Biography
Travelling to Japan as an overseas student in his youth, Zhang studied the epistemology and ethics of Immanuel Kant, and attempted to reinterpret Confucianism along Kantian lines. He took part in famous debates about the relative merits of "science and metaphysics," allying himself with the then fashionable metaphysics of Henri Bergson. He was equally well-known, however, as an exponent of the philosophy of Bertrand Russell, whom he accompanied on a tour of China in 1920.
A prominent exponent of Chinese liberalism, he became a powerful influence in the China Democratic League in its original incarnation as a non-Communist "third force" grouping opposed to the dictatorship of the Guomindang (Kuomintang or KMT) under Jiang Jieshi (Chiang Kai-shek).
Zhang veered towards acceptance of the inevitability of Communist victory and took government positions after the establishment of the People's Republic of China in 1949. However his earlier passionate devotion to intellectual freedom and searching critiques of Marxism made him an object of suspicion, obliging him to live in obscurity and in constant fear of persecution. During the early years of the PRC, he served in the new government as a member of the Central governmental committee, as counsellor at the Ministry of Culture and in various other high-level positions, while also maintaining his position as professor of philosophy at Peking University. However, in 1958, soon after the start of the Anti-Rightist movement, which was aimed at the political control of intellectuals, he lost his professorship and was forced to work as a scavenger in the same university. At the beginning of the Cultural Revolution, he was imprisoned in one of the most infamous "re-education" camps where, after prolonged physical and mental hardship, he would die shortly before the end of this radical political movement.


## WHAT TO PRODUCE
Write out only the lines from the line that holds "Extract all elements" to the end of the listing below, inclusive, with the pictures omitted.

## TASK DATA
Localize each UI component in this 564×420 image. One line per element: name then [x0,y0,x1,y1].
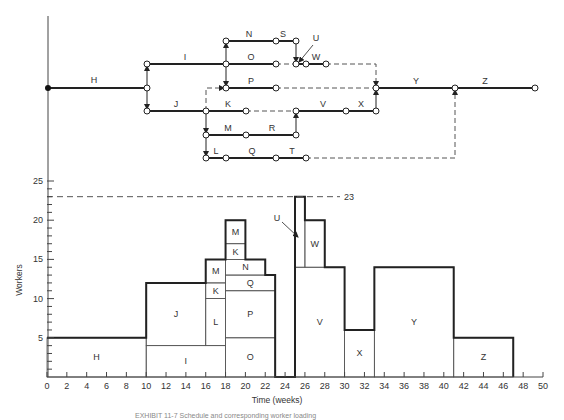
activity-blocks: HIJLKMOPQNKMVWXYZ [47,197,513,377]
limit-label: 23 [344,192,354,202]
event-node [303,155,309,161]
label-Q: Q [248,146,255,156]
x-tick-label: 22 [260,381,270,391]
label-U: U [313,33,320,43]
block-label-K: K [213,286,219,296]
block-label-V: V [317,317,323,327]
event-node [144,61,150,67]
y-tick-label: 10 [33,294,43,304]
network-diagram: H I J N S O U W P K V X M R L Q T Y Z [45,29,538,161]
x-tick-label: 40 [439,381,449,391]
block-label-X: X [356,348,362,358]
block-label-I: I [185,356,188,366]
event-node [203,108,209,114]
event-node [293,61,299,67]
label-N: N [246,29,253,39]
x-tick-label: 0 [44,381,49,391]
x-tick-label: 2 [64,381,69,391]
event-node [293,108,299,114]
label-Z: Z [482,76,488,86]
loading-envelope [47,197,513,377]
block-label-Z: Z [481,352,487,362]
annotation-U: U [274,213,281,223]
x-ticks: 0246810121416182022242628303234363840424… [44,372,548,391]
label-J: J [174,99,179,109]
dummy-K-to-P [206,88,224,111]
label-M: M [224,123,232,133]
x-tick-label: 14 [181,381,191,391]
event-node [203,132,209,138]
block-label-L: L [213,317,218,327]
label-X: X [358,99,364,109]
event-node [293,132,299,138]
block-label-Q: Q [247,278,254,288]
y-tick-label: 5 [38,333,43,343]
label-O: O [247,52,254,62]
block-label-H: H [93,352,100,362]
event-node [532,85,538,91]
event-node [373,85,379,91]
x-tick-label: 6 [104,381,109,391]
block-label-Y: Y [411,317,417,327]
y-tick-label: 20 [33,215,43,225]
event-node [373,108,379,114]
x-tick-label: 50 [538,381,548,391]
block-label-M: M [232,227,240,237]
label-R: R [269,123,276,133]
event-node [452,85,458,91]
y-tick-label: 25 [33,176,43,186]
block-label-J: J [174,309,179,319]
x-tick-label: 8 [124,381,129,391]
x-tick-label: 20 [240,381,250,391]
x-tick-label: 32 [359,381,369,391]
event-node [243,132,249,138]
block-label-W: W [311,239,320,249]
label-W: W [312,52,321,62]
event-node [223,155,229,161]
event-node [273,38,279,44]
x-tick-label: 46 [498,381,508,391]
y-tick-label: 15 [33,254,43,264]
start-node [45,85,51,91]
label-S: S [280,29,286,39]
event-node [203,155,209,161]
y-ticks: 510152025 [33,176,54,369]
label-P: P [248,76,254,86]
diagram-canvas: H I J N S O U W P K V X M R L Q T Y Z HI… [0,0,564,420]
label-H: H [91,75,98,85]
label-V: V [320,99,326,109]
event-node [273,155,279,161]
x-tick-label: 48 [518,381,528,391]
event-node [323,61,329,67]
label-K: K [225,99,231,109]
figure-caption: EXHIBIT 11-7 Schedule and corresponding … [135,412,316,420]
event-node [243,108,249,114]
x-tick-label: 10 [141,381,151,391]
x-axis-title: Time (weeks) [252,395,303,405]
event-node [144,108,150,114]
x-tick-label: 38 [419,381,429,391]
slack-W-dash [326,64,376,86]
block-label-N: N [242,262,249,272]
y-axis-title: Workers [14,264,24,296]
x-tick-label: 30 [340,381,350,391]
event-node [273,85,279,91]
event-node [343,108,349,114]
x-tick-label: 18 [221,381,231,391]
label-Y: Y [413,76,419,86]
x-tick-label: 16 [201,381,211,391]
x-tick-label: 36 [399,381,409,391]
block-U [295,197,305,268]
label-I: I [184,52,187,62]
block-label-O: O [247,352,254,362]
x-tick-label: 4 [84,381,89,391]
event-node [273,61,279,67]
x-tick-label: 44 [478,381,488,391]
slack-T-dash [306,90,455,158]
label-T: T [289,146,295,156]
x-tick-label: 12 [161,381,171,391]
event-node [293,38,299,44]
x-tick-label: 28 [320,381,330,391]
event-node [223,85,229,91]
x-tick-label: 42 [459,381,469,391]
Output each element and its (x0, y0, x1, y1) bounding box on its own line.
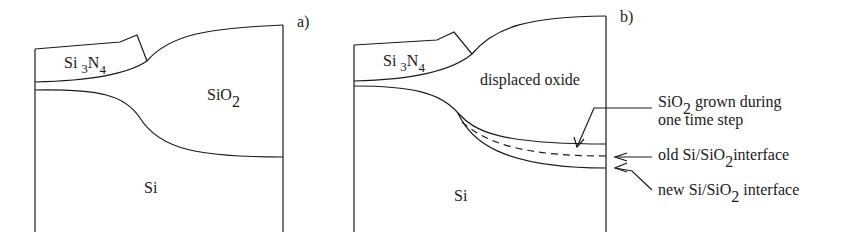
old-interface-annotation: old Si/SiO2interface (658, 146, 789, 170)
grown-leader-line (577, 108, 652, 147)
nitride-label: Si3N4 (383, 52, 425, 75)
sio2-grown-top (354, 86, 606, 144)
new-arrowhead-icon (615, 163, 627, 172)
si-sio2-interface (35, 90, 283, 157)
nitride-top (354, 32, 472, 54)
panel-b-label: b) (620, 8, 633, 26)
panel-a: Si3N4 SiO2 Si a) (35, 13, 309, 232)
new-interface-arrow (615, 168, 652, 190)
old-si-sio2-interface (462, 122, 606, 156)
sio2-label: SiO2 (207, 86, 240, 110)
displaced-oxide-label: displaced oxide (480, 71, 580, 89)
locos-oxidation-diagram: Si3N4 SiO2 Si a) Si3N4 displaced oxide S… (0, 0, 848, 243)
grown-annotation-line2: one time step (658, 111, 743, 129)
panel-b: Si3N4 displaced oxide Si b) SiO2 grown d… (354, 8, 799, 232)
si-label: Si (454, 187, 468, 204)
nitride-label: Si3N4 (64, 54, 106, 77)
oxide-top-surface (472, 16, 606, 54)
new-interface-annotation: new Si/SiO2 interface (658, 181, 799, 205)
panel-a-label: a) (297, 13, 309, 31)
si-label: Si (144, 179, 158, 196)
oxide-top-surface (147, 25, 283, 61)
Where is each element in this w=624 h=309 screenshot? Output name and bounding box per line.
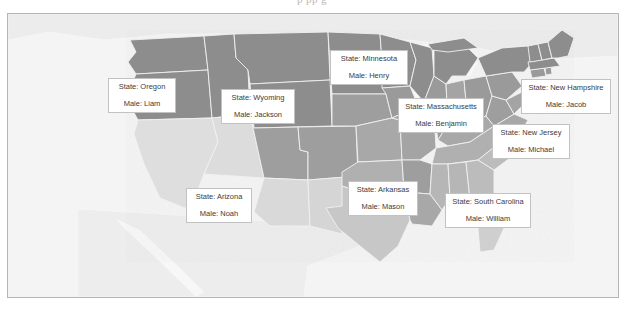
map-label-minnesota[interactable]: State: Minnesota Male: Henry (330, 50, 408, 85)
map-label-new-jersey[interactable]: State: New Jersey Male: Michael (492, 124, 570, 159)
label-state-text: State: New Jersey (499, 129, 563, 137)
label-state-text: State: Oregon (115, 83, 169, 91)
label-state-text: State: South Carolina (452, 198, 524, 206)
label-male-text: Male: Michael (499, 146, 563, 154)
label-male-text: Male: Jacob (528, 101, 604, 109)
label-male-text: Male: Jackson (228, 111, 288, 119)
label-male-text: Male: Liam (115, 100, 169, 108)
map-frame: State: Oregon Male: Liam State: Wyoming … (7, 13, 619, 298)
state-kansas[interactable] (356, 118, 402, 162)
cut-off-title-text: p pp g (297, 0, 327, 5)
label-state-text: State: Arkansas (355, 186, 411, 194)
state-washington[interactable] (128, 36, 208, 74)
map-label-oregon[interactable]: State: Oregon Male: Liam (108, 78, 176, 113)
cut-off-title: p pp g (0, 0, 624, 11)
label-state-text: State: Wyoming (228, 94, 288, 102)
label-male-text: Male: Benjamin (405, 120, 477, 128)
label-state-text: State: New Hampshire (528, 84, 604, 92)
label-state-text: State: Massachusetts (405, 103, 477, 111)
map-label-south-carolina[interactable]: State: South Carolina Male: William (445, 193, 531, 228)
label-male-text: Male: William (452, 215, 524, 223)
state-arizona[interactable] (254, 178, 310, 226)
map-label-arizona[interactable]: State: Arizona Male: Noah (186, 188, 252, 223)
map-label-massachusetts[interactable]: State: Massachusetts Male: Benjamin (398, 98, 484, 133)
map-label-new-hampshire[interactable]: State: New Hampshire Male: Jacob (521, 79, 611, 114)
screenshot-root: p pp g (0, 0, 624, 309)
map-label-arkansas[interactable]: State: Arkansas Male: Mason (348, 181, 418, 216)
map-label-wyoming[interactable]: State: Wyoming Male: Jackson (221, 89, 295, 124)
label-male-text: Male: Mason (355, 203, 411, 211)
label-male-text: Male: Noah (193, 210, 245, 218)
label-male-text: Male: Henry (337, 72, 401, 80)
label-state-text: State: Minnesota (337, 55, 401, 63)
label-state-text: State: Arizona (193, 193, 245, 201)
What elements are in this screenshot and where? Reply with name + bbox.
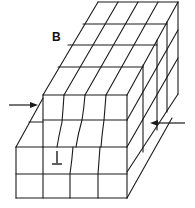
left-arrow-icon	[9, 102, 38, 108]
lattice-diagram	[0, 0, 195, 208]
dislocation-symbol-icon	[52, 151, 62, 164]
lattice-lines	[16, 2, 178, 198]
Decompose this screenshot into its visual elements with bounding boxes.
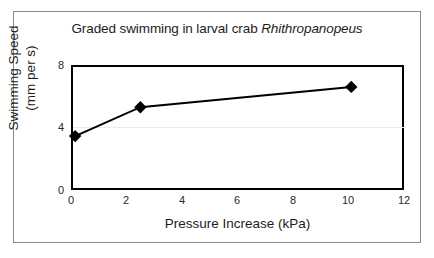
x-tick-label-8: 8 <box>278 194 308 206</box>
figure: Graded swimming in larval crab Rhithropa… <box>0 0 434 258</box>
chart-title: Graded swimming in larval crab Rhithropa… <box>13 21 421 36</box>
x-tick-label-4: 4 <box>167 194 197 206</box>
x-tick-label-12: 12 <box>389 194 419 206</box>
gridline-y-4 <box>73 127 406 128</box>
y-axis-title-line1: Swimming Speed <box>5 8 22 148</box>
x-tick-label-0: 0 <box>56 194 86 206</box>
y-tick-label-8: 8 <box>34 59 64 71</box>
chart-title-species: Rhithropanopeus <box>261 21 362 36</box>
chart-title-text: Graded swimming in larval crab <box>71 21 261 36</box>
x-tick-label-10: 10 <box>333 194 363 206</box>
x-axis-title: Pressure Increase (kPa) <box>71 216 404 231</box>
y-tick-label-4: 4 <box>34 121 64 133</box>
x-tick-label-2: 2 <box>111 194 141 206</box>
x-tick-label-6: 6 <box>222 194 252 206</box>
plot-area-frame <box>71 65 404 190</box>
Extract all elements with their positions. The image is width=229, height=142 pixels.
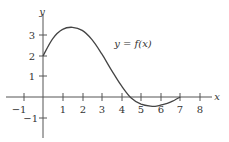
y-tick-label: −1: [23, 113, 38, 124]
x-tick-label: 4: [119, 104, 125, 115]
function-label: y = f(x): [113, 38, 152, 49]
x-tick-label: 2: [80, 104, 86, 115]
x-tick-label: 3: [99, 104, 105, 115]
x-axis-label: x: [214, 91, 220, 102]
x-tick-label: 1: [60, 104, 66, 115]
x-tick-label: 7: [177, 104, 183, 115]
y-tick-label: 2: [29, 51, 35, 62]
x-tick-label: 5: [138, 104, 144, 115]
x-tick-label: 8: [197, 104, 203, 115]
y-axis-label: y: [38, 6, 45, 17]
y-tick-label: 1: [29, 71, 35, 82]
function-curve: [43, 27, 180, 106]
y-tick-label: 3: [29, 30, 35, 41]
function-graph: −1 1 2 3 4 5 6 7 8 3 2 1 −1 y x y = f(x): [0, 0, 229, 142]
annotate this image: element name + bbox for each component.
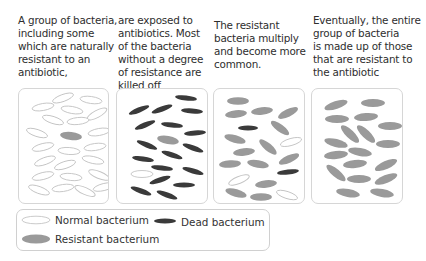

## SOLUTION TO THE PROBLEM
Extract all elements with their positions. The image is width=229, height=142 pixels.
y-tick-label: −1: [23, 113, 38, 124]
x-tick-label: 4: [119, 104, 125, 115]
function-label: y = f(x): [113, 38, 152, 49]
x-tick-label: 2: [80, 104, 86, 115]
x-tick-label: 3: [99, 104, 105, 115]
x-axis-label: x: [214, 91, 220, 102]
x-tick-label: 1: [60, 104, 66, 115]
x-tick-label: 7: [177, 104, 183, 115]
y-tick-label: 2: [29, 51, 35, 62]
x-tick-label: 5: [138, 104, 144, 115]
x-tick-label: 8: [197, 104, 203, 115]
y-axis-label: y: [38, 6, 45, 17]
y-tick-label: 1: [29, 71, 35, 82]
function-curve: [43, 27, 180, 106]
y-tick-label: 3: [29, 30, 35, 41]
function-graph: −1 1 2 3 4 5 6 7 8 3 2 1 −1 y x y = f(x): [0, 0, 229, 142]
annotate this image: element name + bbox for each component.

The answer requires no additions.